If you have read an entertainment magazine, newspaper or news website in the past few weeks, you have likely heard about the latest phenomenon to ignite the film viewing public: Paranormal Activity.Â
Hailed as this decade’s Blair Witch Project and inspiring independent filmmakers everywhere, Paranormal Activity is an ultra low budget, shaky-cam horror film chronicling the haunting of an ordinary American couple.Â
Paranormal Activity follows Micah and Katie (Micah Sloat and Katie Featherston), a couple in their 20s living together in a two-storey house.
Katie is worried that she is being haunted by otherworldly beings and Micah has purchased an HD video camera in order to capture on film what exactly is behind it. That’s it — a very simple framework upon which director Oren Peli weaves an exquisite showcase of unbearable tension and horror.Â
Paranormal Activity’s footage is supposedly that of Micah’s video-documentation of what is happening to them while they sleep. Every day, the camera records Katie and him bickering about how to approach the latest problem in their relationship and every night it is positioned in the corner of their master bedroom, recording the anomalous activity that is unsettling their lives.Â
The nighttime scenes are what make the movie. The horror begins slowly, with odd yet amusing things occurring such as the swinging of a door or a thumping downstairs. Peli eases the audience into watching exactly what is occurring on screen; his choice to make the camera static was brilliant, adding an unexpected amount of realism to the scenes, as well as forcing the audience into witnessing everything that unfolds.
Like slowly boiling a frog in a pot of water, Peli tricks the audience into accepting every layer of tension he builds until, near the end, the emotional strain becomes almost unbearable. There are no cuts to relieve tension, so when Katie’s leg is mysteriously lifted from the bed and she is dragged kicking and screaming down the hallway, the audience is forced to witness the entire scene.
“Every scare in Paranormal Activity is earned through ever present tension and an expert manipulation of innate human fears.”
There are no musical swells to alert the audience of danger, no Bernard Herrmann strings to emphasize the thrills or cheap jump-scares to unnerve the audience; every scare in Paranormal Activity is earned through ever present tension and an expert manipulation of innate human fears.Â
Paranormal Activity draws its horror from the most instinctive human fears — nighttime, demons and the unknown. Peli wisely draws upon the films of Val Lewton and chooses never to show the actual source of the disturbance, instead allowing the horror to swell inside the audience’s mind, letting their imaginations run wild and distort the fear into something more than it is.Â
Of course there are some shortcomings to Paranormal Activity. Its filmmaking is uneven and it often shows that it was made for a scant $15,000; occasionally it has poor dialogue and weak acting.

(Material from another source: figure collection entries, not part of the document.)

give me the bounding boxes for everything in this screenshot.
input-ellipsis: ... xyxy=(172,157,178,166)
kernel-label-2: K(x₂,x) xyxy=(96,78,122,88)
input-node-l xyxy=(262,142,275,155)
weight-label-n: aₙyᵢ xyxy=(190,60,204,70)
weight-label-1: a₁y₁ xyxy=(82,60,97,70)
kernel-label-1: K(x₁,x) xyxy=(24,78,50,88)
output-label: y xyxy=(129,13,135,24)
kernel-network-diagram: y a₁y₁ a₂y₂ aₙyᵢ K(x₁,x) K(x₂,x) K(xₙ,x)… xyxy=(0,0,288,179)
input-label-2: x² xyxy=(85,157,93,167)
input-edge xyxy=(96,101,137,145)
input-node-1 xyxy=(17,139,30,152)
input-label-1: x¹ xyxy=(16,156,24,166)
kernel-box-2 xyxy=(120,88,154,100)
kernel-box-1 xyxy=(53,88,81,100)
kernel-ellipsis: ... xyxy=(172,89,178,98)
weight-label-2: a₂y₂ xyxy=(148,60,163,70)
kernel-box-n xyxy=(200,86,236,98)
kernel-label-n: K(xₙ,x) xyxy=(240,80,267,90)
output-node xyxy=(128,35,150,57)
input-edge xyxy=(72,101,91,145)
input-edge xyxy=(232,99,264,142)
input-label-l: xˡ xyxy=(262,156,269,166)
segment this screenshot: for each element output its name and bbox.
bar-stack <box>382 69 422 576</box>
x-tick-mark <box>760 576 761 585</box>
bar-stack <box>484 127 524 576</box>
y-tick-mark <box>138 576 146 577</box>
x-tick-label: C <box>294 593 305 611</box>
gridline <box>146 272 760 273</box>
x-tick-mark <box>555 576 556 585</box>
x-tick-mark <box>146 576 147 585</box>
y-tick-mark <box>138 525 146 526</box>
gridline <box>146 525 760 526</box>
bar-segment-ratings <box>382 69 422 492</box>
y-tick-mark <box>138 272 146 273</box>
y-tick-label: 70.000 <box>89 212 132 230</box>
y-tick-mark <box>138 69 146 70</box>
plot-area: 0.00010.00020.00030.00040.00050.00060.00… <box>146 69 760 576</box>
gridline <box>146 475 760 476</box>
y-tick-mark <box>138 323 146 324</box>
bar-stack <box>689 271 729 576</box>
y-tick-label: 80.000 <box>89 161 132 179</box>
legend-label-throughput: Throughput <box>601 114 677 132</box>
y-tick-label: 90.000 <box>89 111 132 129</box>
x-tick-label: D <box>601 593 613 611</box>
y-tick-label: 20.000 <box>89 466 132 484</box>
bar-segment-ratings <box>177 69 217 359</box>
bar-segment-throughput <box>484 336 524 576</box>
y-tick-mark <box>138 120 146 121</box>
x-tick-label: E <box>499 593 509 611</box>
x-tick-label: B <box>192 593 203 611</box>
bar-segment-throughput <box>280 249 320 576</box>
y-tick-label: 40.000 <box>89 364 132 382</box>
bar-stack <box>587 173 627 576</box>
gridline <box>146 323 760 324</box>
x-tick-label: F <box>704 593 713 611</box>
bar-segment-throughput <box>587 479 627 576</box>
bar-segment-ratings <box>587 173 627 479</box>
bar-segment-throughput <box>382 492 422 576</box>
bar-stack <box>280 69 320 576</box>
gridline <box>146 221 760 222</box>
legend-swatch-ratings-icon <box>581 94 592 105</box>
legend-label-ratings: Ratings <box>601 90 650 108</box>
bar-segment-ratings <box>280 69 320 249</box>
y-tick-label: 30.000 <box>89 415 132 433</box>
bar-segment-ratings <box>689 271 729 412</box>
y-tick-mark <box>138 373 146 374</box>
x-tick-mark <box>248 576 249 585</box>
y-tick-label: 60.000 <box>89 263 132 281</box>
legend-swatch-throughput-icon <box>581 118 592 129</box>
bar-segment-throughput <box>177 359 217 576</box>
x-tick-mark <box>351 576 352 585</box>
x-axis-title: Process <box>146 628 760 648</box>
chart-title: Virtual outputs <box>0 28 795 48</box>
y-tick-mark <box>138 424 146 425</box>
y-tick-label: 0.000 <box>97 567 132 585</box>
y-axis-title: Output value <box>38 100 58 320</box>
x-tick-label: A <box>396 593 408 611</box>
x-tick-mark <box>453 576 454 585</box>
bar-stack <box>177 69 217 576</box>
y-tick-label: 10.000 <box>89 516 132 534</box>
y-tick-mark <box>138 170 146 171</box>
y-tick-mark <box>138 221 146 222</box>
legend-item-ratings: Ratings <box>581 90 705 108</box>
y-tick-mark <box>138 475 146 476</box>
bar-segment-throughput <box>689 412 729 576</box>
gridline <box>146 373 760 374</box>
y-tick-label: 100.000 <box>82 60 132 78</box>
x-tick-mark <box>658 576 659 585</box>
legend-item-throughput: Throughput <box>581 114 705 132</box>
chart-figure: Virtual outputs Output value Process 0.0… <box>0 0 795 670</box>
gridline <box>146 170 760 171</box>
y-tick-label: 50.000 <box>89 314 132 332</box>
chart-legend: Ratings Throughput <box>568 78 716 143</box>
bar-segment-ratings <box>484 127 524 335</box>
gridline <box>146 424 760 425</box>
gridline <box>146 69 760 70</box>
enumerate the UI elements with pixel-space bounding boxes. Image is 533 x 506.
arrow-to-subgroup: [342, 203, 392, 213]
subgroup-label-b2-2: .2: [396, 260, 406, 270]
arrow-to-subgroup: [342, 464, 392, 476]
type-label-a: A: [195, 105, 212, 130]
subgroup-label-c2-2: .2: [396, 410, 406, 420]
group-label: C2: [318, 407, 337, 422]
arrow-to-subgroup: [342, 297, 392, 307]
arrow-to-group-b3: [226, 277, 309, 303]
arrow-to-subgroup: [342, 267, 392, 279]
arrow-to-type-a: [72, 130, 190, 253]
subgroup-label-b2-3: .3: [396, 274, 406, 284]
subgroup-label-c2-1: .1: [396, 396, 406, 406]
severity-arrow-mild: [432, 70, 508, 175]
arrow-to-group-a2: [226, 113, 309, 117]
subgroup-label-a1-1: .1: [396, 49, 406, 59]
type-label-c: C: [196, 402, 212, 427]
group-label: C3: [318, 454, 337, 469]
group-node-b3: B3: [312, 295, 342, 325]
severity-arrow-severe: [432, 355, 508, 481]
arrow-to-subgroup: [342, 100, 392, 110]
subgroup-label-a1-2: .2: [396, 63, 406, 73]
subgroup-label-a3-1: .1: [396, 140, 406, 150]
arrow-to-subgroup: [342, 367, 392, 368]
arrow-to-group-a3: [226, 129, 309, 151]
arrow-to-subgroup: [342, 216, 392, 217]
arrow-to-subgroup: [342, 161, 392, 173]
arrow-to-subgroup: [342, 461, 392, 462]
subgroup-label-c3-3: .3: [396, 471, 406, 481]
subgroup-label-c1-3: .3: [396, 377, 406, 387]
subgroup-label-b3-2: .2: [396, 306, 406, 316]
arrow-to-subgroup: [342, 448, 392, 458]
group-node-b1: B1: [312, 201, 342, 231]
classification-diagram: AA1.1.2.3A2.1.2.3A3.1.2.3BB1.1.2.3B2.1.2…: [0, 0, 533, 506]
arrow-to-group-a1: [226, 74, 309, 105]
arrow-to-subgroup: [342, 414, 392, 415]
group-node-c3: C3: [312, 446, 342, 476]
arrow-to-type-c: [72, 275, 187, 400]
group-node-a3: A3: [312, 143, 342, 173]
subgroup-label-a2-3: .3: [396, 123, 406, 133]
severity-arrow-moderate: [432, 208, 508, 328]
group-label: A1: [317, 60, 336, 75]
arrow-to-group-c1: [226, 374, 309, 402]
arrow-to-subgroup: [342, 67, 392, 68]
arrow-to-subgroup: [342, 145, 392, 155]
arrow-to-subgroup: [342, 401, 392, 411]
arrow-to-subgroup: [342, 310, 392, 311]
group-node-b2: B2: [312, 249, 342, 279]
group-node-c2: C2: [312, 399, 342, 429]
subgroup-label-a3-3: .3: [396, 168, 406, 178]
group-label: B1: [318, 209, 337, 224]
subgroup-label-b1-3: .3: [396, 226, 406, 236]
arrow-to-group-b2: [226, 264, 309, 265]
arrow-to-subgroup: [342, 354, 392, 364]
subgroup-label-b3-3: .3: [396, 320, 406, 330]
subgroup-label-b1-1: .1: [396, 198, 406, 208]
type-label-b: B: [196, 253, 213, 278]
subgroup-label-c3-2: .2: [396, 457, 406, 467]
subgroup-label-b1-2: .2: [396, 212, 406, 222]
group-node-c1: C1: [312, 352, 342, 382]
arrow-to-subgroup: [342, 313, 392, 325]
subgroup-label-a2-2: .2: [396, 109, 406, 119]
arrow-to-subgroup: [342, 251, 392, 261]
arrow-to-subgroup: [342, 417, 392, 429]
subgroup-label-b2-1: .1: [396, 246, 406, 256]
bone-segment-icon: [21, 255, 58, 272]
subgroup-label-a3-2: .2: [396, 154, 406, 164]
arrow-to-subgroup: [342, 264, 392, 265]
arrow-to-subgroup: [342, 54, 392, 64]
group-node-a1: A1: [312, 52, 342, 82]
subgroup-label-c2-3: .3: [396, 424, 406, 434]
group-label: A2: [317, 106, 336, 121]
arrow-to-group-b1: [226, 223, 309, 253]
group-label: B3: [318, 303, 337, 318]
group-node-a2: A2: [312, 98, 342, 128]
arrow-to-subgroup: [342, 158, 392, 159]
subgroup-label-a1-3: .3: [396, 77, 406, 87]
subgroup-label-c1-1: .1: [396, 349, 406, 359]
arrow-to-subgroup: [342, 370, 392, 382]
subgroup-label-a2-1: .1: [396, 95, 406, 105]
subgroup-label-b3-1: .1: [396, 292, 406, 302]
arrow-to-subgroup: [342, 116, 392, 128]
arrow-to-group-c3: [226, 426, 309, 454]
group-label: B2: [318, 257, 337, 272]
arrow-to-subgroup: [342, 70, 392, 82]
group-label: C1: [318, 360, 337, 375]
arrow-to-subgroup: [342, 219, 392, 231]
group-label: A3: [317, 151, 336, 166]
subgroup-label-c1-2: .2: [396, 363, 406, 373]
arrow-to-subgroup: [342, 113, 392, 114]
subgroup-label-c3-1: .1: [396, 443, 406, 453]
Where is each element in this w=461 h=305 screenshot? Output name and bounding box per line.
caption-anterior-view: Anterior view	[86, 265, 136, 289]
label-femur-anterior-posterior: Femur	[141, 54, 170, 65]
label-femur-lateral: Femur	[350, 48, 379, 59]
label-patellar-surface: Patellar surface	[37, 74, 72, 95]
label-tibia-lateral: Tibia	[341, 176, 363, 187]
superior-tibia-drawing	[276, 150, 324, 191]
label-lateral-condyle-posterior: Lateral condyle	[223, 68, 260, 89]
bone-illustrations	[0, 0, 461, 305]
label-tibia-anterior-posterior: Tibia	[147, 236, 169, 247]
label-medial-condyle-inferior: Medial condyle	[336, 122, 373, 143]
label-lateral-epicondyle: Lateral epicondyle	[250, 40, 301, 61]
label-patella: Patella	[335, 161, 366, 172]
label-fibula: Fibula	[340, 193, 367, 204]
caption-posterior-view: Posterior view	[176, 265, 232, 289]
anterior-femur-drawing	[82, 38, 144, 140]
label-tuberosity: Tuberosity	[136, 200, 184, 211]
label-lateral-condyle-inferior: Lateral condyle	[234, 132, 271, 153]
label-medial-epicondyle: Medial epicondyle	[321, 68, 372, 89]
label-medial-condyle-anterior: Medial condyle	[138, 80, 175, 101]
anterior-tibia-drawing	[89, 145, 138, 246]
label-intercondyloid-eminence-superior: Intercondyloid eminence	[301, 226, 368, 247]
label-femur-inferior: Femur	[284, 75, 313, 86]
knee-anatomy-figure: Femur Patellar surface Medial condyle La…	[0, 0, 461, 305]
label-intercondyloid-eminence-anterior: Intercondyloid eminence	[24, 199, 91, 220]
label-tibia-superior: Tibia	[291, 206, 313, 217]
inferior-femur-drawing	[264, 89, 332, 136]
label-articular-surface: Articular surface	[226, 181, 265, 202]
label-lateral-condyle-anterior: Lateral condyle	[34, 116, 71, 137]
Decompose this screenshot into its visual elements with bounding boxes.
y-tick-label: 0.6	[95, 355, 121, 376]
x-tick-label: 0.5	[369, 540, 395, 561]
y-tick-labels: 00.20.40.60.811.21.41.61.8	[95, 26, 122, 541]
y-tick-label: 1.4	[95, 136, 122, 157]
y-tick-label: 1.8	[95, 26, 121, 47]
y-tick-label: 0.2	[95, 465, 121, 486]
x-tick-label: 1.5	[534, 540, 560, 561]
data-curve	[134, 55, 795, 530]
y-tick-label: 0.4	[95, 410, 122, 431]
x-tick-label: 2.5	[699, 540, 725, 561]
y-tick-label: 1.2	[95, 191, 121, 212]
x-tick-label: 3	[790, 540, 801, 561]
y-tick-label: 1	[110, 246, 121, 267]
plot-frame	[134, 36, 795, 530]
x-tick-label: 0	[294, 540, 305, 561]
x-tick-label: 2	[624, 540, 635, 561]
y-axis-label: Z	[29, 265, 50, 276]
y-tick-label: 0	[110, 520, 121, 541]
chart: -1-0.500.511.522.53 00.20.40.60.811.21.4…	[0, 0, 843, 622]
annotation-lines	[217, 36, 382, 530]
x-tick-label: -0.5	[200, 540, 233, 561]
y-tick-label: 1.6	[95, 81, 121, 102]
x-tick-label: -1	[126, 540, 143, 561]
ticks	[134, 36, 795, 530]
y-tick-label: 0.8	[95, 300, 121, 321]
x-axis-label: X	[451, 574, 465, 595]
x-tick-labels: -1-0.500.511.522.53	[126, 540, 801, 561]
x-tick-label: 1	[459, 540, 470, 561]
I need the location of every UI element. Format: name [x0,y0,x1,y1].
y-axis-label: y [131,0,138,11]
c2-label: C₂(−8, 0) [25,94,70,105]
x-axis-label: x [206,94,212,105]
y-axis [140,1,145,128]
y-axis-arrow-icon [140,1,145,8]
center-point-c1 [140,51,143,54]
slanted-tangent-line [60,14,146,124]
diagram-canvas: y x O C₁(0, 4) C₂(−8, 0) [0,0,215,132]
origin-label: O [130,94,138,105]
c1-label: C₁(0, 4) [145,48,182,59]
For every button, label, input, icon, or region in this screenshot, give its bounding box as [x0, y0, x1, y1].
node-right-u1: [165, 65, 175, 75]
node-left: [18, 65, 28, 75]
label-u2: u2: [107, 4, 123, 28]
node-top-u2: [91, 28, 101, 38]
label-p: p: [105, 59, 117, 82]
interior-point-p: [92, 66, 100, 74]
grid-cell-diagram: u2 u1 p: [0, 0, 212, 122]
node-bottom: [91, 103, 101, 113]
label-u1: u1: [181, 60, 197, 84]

However, the nighttime scenes are so expertly crafted, so brilliantly framed, so inherently scary — especially for a low-budget horror film — that they make the film’s other flaws negligible.Â
Much like comedy, horror is an extremely subjective genre. Paranormal Activity might not scare you, but, on the other hand, it could easily be one of the most terrifying and exhilarating experiences at the theatre in years, and one that comes recommended to everyone — unless you have a weak heart. See it with a crowd. Don’t go alone.